The travellers took their seats in their respective carriages. Tchichikoff\'s britchka drove in a line with that in which Nosdrieff was seated with his brother-in-law, and thus they had every facility for continuing their conversation during their journey to Nosdrieff\'s estate. These two carriages were followed at a slight distance behind by Nosdrieff\'s dilapidated conveyance. In it were seated his servant Porphir, and his new acquisition the young bull-dog.

As the conversation of the three travellers could be but of little interest to the reader, we will omit it altogether, and say a word instead about Nosdrieff, whose fate it will perhaps be to play an important part in this narrative.

Nosdrieff\'s face we premise to be already a little familiar to our reader. Men like him could easily be met with by everybody, who will take the trouble and travel in Russia. They are what are called men who have cut their eye teeth. Their reputation begins from their boyhood, when they were much admired by their school-fellows, but for all that never escaped a sound thrashing occasionally. In their face, there is always something open, straightforward, if not impudent, to be seen. They soon succeed in ingratiating themselves, and ere you have had time to recover from your surprise they call you already "my dear fellow." They seem to establish their friendly relations for an eternity; but it will always happen that those who have been imprudent enough to form an intimacy with them, will, on the very evening of the day, at some friendly supper or rout, fall out with them. They are always very great talkers, hard drinkers, and what is termed, jolly good fellows, and with all that, men of prepossessing appearance.

Nosdrieff, at thirty-five years of age, was in all these talents as accomplished as he was when only eighteen or twenty; exceedingly fond of dissipation. His marriage did not in the least interfere with his pleasures, nor change him, so much the less, since his wife, shortly after their marriage; quitted this world for a better one, leaving behind her two little children, which were of no earthly use or consolation to him. His infants, however, were properly taken care of by a housekeeper. He never could stay at home for more than twenty-four hours at a time. His sense of divination was so acute that he could smell at a distance of twenty or thirty miles where a fair was to be held, or a ball or rout to be given. In no time he was sure to be there, lead on a dispute, create a disturbance at the green table, because he, like other men of his description, had a passion for gambling. He was fond of card-playing, as we have seen already in the first chapter; and he did not play without a little cheating, because he knew so many different tricks and finesses, and for that very reason the game often ended in another sort of play; he either got a sound thrashing, or his full and glossy whiskers pulled about so much so, that very often he had to return home with only one of his hairy ornaments, and that even of a spare appearance.

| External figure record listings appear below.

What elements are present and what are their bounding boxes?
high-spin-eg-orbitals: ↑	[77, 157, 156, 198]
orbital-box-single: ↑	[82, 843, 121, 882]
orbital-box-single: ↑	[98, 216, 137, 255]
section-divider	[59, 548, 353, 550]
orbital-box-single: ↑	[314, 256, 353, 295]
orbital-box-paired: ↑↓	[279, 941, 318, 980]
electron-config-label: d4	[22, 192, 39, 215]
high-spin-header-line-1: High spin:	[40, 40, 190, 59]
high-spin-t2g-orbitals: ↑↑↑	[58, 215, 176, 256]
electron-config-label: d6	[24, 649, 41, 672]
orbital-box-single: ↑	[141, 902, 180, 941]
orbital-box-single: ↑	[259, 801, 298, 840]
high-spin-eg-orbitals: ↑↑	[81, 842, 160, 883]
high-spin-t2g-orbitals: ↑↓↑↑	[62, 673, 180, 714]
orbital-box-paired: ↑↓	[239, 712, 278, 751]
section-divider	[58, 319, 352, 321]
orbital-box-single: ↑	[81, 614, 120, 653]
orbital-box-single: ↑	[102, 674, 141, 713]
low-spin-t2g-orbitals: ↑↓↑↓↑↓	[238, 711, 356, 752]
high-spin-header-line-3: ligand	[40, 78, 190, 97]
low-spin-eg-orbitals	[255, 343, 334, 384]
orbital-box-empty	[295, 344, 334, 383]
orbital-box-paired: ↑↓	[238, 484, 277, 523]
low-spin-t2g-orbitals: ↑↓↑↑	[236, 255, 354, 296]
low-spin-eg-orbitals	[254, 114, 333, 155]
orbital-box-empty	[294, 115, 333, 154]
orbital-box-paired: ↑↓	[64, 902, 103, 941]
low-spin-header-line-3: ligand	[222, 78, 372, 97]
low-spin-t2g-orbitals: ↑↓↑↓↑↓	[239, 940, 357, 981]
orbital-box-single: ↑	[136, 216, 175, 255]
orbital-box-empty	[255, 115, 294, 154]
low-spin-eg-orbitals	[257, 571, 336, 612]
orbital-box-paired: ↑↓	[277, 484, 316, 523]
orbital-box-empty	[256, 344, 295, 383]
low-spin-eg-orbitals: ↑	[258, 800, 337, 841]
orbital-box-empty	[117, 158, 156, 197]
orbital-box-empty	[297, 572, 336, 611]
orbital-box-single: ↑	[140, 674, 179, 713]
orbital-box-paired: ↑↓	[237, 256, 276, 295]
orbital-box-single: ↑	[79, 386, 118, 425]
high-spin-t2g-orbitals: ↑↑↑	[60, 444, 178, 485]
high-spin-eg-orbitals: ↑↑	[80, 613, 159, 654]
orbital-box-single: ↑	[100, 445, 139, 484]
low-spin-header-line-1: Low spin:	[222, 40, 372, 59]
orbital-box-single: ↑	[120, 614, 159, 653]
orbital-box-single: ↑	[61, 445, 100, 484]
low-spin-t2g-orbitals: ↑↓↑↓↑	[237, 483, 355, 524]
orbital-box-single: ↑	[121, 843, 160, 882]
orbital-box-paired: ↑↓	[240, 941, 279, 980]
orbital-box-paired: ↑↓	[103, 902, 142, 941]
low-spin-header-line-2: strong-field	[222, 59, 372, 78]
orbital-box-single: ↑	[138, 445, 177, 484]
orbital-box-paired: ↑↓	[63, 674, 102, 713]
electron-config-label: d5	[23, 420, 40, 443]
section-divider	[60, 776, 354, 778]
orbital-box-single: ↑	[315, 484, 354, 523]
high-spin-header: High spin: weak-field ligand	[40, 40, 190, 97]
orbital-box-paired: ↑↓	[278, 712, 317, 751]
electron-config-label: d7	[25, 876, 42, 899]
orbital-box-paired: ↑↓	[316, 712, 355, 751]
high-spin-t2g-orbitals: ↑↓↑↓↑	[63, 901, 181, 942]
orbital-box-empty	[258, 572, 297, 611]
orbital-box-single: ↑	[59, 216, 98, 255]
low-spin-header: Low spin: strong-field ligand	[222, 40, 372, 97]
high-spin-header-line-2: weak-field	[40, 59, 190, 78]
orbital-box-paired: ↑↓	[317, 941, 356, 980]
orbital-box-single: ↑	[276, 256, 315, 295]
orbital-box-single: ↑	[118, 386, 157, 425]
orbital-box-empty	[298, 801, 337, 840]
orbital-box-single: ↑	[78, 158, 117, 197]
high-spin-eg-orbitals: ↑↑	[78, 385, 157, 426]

But the constitution of his full and rosy cheeks was so excellent, that with an extraordinary fertility of growth, a new pair of whiskers soon made their appearance again, and even finer and stronger than the former.

But the strangest feature in his character was—and this could perhaps only happen in Russia—that a very short time after, he could coolly meet again the very same friends who had but recently horsewhipped him, and meet them as if nothing had been the matter between them; and as the phrase goes, he said nothing, and they said nothing about it.

Nosdrieff was in some respects also an historical personage. He never went to an evening party without there being some talk about him afterwards. Some event or another was sure to take place wherever he went; he would either be obliged to leave the room under an escort of strangers, or be forcibly led away by his own friends, who ventured to introduce him. If either of these cases did not happen, it might be depended upon that something else was sure to occur and make him notorious, and which to any other person would not happen under any circumstances; he would either get tipsy to such a degree as to do nothing else but laugh continually, or commit himself to such a degree that at last he will begin to blush at them himself.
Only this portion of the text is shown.